The Product Manager in Me Couldn't Leave This Workflow Alone

A few months ago, a friend who runs an event planning business was telling me about the challenge of keeping track of client information.

Leads would come in through Instagram. Requirements would be discussed over WhatsApp. Inspiration photos would show up in text messages. Budgets lived in spreadsheets. Important details were scattered across notes, documents, and conversations.

As she walked me through her process, I found myself asking the same question I ask whenever I look at a product or workflow:

"Why is this so hard?"

The more we talked, the more familiar the problem felt.

Over the course of my career, I've worked on enterprise onboarding platforms, analytics products, workflow automation systems, customer communities, and AI-powered experiences. Different industries, different users, and different technologies—but many of the underlying problems are surprisingly similar.

Information gets fragmented. Processes become manual. People spend far too much time hunting for answers that already exist somewhere.

This felt like one of those problems.

Starting With the Workflow

The first thing I did was map out the workflow.

Every event followed roughly the same journey—from lead intake and discovery through proposal creation, planning, and event execution.

As I looked at each stage, it became obvious that the biggest challenge wasn't event planning itself. It was information management.

A client might mention their venue in one conversation, their budget in another, and their color preferences a week later. By the time planning was underway, finding a specific detail often meant scrolling through hundreds of messages trying to remember where it had been discussed.

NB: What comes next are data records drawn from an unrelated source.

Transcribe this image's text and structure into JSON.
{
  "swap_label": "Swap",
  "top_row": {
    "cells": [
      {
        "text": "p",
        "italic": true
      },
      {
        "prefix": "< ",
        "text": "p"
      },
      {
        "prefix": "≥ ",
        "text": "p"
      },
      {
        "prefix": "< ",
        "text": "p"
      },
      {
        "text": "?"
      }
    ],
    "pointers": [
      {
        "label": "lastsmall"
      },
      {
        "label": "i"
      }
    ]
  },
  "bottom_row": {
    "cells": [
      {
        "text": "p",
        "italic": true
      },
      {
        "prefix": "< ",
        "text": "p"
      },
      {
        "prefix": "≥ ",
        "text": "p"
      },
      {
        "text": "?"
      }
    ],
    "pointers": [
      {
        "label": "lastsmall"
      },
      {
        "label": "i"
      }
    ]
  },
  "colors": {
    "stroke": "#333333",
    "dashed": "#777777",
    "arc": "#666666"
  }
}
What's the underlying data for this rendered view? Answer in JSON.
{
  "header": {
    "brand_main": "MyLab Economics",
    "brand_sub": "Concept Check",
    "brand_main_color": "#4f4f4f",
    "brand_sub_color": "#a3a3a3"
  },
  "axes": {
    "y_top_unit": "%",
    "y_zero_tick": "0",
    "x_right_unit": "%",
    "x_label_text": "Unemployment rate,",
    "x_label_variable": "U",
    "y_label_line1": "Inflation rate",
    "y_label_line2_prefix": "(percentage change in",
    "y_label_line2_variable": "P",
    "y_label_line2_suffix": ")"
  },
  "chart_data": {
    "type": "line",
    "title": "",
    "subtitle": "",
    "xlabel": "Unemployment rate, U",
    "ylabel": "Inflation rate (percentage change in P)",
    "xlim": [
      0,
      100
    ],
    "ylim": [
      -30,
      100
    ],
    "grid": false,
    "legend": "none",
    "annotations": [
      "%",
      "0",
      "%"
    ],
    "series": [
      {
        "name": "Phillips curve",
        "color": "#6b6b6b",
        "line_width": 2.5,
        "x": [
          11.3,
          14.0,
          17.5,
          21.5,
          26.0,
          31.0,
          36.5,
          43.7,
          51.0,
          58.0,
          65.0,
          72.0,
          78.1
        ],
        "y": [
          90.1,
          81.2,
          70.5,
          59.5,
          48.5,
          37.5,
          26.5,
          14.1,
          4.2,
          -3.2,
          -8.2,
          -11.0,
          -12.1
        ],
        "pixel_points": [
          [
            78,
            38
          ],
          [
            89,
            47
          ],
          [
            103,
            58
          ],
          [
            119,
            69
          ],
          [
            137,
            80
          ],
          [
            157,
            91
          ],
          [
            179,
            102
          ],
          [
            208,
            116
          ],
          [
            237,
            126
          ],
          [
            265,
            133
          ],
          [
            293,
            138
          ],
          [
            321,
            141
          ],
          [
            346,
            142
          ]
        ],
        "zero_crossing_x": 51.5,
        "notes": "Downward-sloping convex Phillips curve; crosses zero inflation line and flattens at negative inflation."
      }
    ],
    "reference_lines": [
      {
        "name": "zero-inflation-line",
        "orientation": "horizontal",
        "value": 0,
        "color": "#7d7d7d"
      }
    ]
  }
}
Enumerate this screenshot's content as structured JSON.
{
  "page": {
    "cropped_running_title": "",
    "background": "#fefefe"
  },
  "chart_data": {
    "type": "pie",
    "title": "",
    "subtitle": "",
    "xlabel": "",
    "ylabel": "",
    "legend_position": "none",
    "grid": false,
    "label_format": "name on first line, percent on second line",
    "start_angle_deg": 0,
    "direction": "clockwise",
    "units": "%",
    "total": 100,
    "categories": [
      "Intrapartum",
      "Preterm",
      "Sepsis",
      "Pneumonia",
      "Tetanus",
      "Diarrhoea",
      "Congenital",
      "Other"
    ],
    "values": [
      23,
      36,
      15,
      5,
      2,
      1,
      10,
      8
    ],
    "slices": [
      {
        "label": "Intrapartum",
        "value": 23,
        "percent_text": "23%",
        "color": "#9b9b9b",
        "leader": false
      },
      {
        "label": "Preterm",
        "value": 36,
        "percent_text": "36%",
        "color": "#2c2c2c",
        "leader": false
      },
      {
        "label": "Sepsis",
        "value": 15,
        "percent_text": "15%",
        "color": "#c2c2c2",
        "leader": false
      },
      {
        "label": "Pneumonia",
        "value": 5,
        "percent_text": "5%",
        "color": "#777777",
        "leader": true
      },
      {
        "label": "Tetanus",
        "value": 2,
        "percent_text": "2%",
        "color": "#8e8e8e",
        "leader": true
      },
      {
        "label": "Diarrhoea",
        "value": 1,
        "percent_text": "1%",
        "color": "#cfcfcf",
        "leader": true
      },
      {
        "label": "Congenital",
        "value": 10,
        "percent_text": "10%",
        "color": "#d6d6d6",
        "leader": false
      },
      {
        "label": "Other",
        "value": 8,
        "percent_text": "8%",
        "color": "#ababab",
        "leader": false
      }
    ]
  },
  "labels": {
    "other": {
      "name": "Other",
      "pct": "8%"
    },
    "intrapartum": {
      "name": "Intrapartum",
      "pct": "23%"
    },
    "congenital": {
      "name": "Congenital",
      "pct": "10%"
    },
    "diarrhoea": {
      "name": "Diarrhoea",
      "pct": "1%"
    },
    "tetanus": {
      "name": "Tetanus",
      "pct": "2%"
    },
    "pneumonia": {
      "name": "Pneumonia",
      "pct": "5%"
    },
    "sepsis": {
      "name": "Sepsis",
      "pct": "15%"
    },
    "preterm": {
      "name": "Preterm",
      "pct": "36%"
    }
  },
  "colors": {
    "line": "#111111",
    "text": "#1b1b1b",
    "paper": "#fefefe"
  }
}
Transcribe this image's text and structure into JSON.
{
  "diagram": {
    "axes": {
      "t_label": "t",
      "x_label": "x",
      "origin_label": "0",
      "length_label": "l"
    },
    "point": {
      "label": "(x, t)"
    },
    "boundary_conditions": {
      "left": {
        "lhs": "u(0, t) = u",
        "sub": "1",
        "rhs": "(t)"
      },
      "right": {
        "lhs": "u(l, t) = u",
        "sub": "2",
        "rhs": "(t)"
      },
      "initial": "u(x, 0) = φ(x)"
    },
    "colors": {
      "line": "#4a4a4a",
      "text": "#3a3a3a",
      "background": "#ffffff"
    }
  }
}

I started wondering what it would look like if all of that information lived in one place.

Building the MVP

That question led me to build a simple internal application.

Nothing sophisticated—just a lightweight tool that could manage leads, clients, event requirements, budgets, planning activities, and inspiration photos.

The goal wasn't to build software for the sake of building software. I simply wanted to make the workflow easier.

As I started using the application, I realized that the most valuable information wasn't sitting in spreadsheets or documents.

It was buried inside conversations.

That's where the project got interesting.

Where AI Actually Helped

Like many product managers, I've spent the last couple of years learning about AI, experimenting with LLMs, and thinking about where they create meaningful value.

This seemed like a perfect opportunity to move beyond theory and apply it to a real-world problem.

I built a workflow that could take exported WhatsApp conversations and generate a structured summary of event requirements.

Instead of reading through dozens—or sometimes hundreds—of messages, the planner could quickly see event details, preferences, important dates, budget considerations, and open questions.

The first time it worked, I remember thinking:

"This is actually useful."

Not because it was technically impressive. There are far more sophisticated AI applications being built every day.

What excited me was that it solved a real problem. It eliminated work that nobody wanted to do and made important information easier to access.

To me, that's always been the most satisfying kind of product work.

The Part That Surprised Me

One thing surprised me.

The AI wasn't the hard part.

Getting the data was.

WhatsApp turned out to be relatively straightforward. I found a way to export conversations and upload them into the application.

Instagram was a completely different story.

Many customer inquiries start in Instagram DMs, and I assumed getting those conversations into the system would be easy.

It wasn't.

I spent far more time researching ways to extract and process Instagram conversations than I did building the AI workflow itself. Between platform limitations, data access challenges, and integration hurdles, it quickly became clear that the problem wasn't the AI—it was the plumbing underneath it.

In fact, I still haven't fully solved it.

Oddly enough, that's become one of my favorite parts of the project.

As product managers, we often focus on the feature that users see. But some of the most interesting challenges live behind the scenes—in integrations, workflows, data quality, and the countless details required to make an experience actually work.

What This Reinforced For Me

This project reinforced something I've learned repeatedly throughout my career.

Great products rarely start with technology.

They start with friction.

Whether I'm working on an enterprise SaaS platform, an AI-powered workflow, or helping a friend solve an operational problem, the process is usually the same. Spend time understanding how people work, identify what's slowing them down, and then look for ways to simplify the experience.

The technology is important, but it's rarely the starting point.

What's Next

I'm continuing to evolve the application and experiment with new ideas.

I'd love to automate event briefs, generate planning checklists, and eventually use inspiration photos to help suggest themes and décor concepts.

And yes, I'm still trying to figure out the Instagram problem.

Some challenges are harder to let go than others.

Why This Project Got Its Hooks Into Me

The funny thing is, I started this project thinking I was helping organize an event planning workflow.

What I really ended up doing was reminding myself why I became a product manager in the first place.

I've always enjoyed understanding how people work, finding inefficiencies that everyone has learned to live with, and building solutions that make those problems disappear.

Whether the user is an enterprise customer, an internal team, or a small business owner, that part never gets old.

And that's probably why this project got its hooks into me.